Module 1 | International Law of Law Enforcement |4-8 August

Module 2 | International Law of Armed Conflict | 11-15 August

Module 3 | Disarmament Law | 11-22 August

Module 4 | Small Arms and Light Weapons Control | 25-29 August

Pro-gun rights organizations and industry stakeholders should consider submitting an application to attend for three reasons:

First, traditional domestic legislature-centric advocacy approaches are decreasingly sufficient and this course can ramp up enhanced international engagement and policy advocacy.  Why is this important?  The reality is that, through the vagaries of 21st century international lawmaking, the internationalization of domestic law, and the rise of international organizations as supranational lawmakers, foreign and unpopular norms/standards/rules can be downloaded domestically and put into binding legal effect with less public debate or legislative action.[*]  And this, ultimately, could result in adverse if not excessively burdensome, arbitrary, and capricious legal obligations affecting a range of businesses as well as private individuals.

Second, this course will introduce the progressive “Geneva” view on the ever evolving international legal environment and the frameworks affecting such things as the manufacturing, distribution, possession, and use of various weapons.  Armed with this knowledge, pro-gun civil society groups and industry stakeholders could more skillfully estimate the international legal risks to their interests and develop better market and non-market strategies going forward.

Third, this course will help attendees learn more about the people, processes, and organizations behind the frameworks other stakeholders might argue are implicitly anti-competitive, corrosive to the American constitutional protections of the civil/individual/human right to armed self-defense, and/or are contrary to the legal principle of national sovereignty.  Better knowing how people, process, and organizations work together in the international weapons law domain is the first step toward gaining greater influence.

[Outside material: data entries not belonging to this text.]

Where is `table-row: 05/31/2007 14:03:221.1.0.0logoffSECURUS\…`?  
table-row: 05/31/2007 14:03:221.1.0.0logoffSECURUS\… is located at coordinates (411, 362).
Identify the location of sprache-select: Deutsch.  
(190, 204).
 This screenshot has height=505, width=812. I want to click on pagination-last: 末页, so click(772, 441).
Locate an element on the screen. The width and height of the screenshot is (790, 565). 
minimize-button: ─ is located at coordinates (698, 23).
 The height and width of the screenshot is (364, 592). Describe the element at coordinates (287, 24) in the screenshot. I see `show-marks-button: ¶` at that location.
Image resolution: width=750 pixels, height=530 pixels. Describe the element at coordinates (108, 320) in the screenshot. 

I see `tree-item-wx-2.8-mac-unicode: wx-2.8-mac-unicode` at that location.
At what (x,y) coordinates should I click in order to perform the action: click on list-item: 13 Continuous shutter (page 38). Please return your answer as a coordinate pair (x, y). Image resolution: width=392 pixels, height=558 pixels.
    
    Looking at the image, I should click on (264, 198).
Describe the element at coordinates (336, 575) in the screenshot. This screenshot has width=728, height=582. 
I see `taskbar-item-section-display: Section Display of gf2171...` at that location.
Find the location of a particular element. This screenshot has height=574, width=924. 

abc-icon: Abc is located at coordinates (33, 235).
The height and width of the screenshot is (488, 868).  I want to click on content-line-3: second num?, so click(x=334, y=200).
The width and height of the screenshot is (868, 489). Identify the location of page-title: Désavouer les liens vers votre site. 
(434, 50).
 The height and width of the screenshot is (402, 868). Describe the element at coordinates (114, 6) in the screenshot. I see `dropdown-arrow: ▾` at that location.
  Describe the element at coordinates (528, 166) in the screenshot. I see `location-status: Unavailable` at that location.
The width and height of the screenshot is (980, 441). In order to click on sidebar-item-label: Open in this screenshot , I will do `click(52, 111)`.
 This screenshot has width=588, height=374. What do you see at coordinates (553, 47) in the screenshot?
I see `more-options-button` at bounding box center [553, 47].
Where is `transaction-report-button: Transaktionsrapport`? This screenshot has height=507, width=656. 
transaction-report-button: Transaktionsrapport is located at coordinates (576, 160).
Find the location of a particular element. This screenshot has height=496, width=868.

A flyer about the course and the application process can be downloaded here.  Individuals who are seriously considering applying to this course are welcome to contact TSM Worldwide LLC for free feedback and insight about Geneva and the Geneva Academy.

Notes

[*] A primer on 21st century international lawmaking is available here.  Detailed discussions of international organizations as lawmakers and the internationalization of US law are available here and here respectively.

About The Author

Jeff Moran lives in Geneva, Switzerland and is a consultant specializing in the ethical and responsible development of the international defense, security, and shooting sports industries at TSM Worldwide LLC.  Previously Mr. Moran was a strategic marketing leader for a multi-billion dollar business unit of a public defense & aerospace company and an American military diplomat.  He is currently studying weapons law and lawmaking process within the Executive LL.M. Program of the Geneva Academy of International Humanitarian Law and Human Rights.  Mr. Moran has an Executive Master in International Negotiations and Policymaking from the Graduate Institute of Geneva, an MBA from Emory University’s Goizueta Business School, and a BSFS from Georgetown University’s Walsh School of Foreign Service.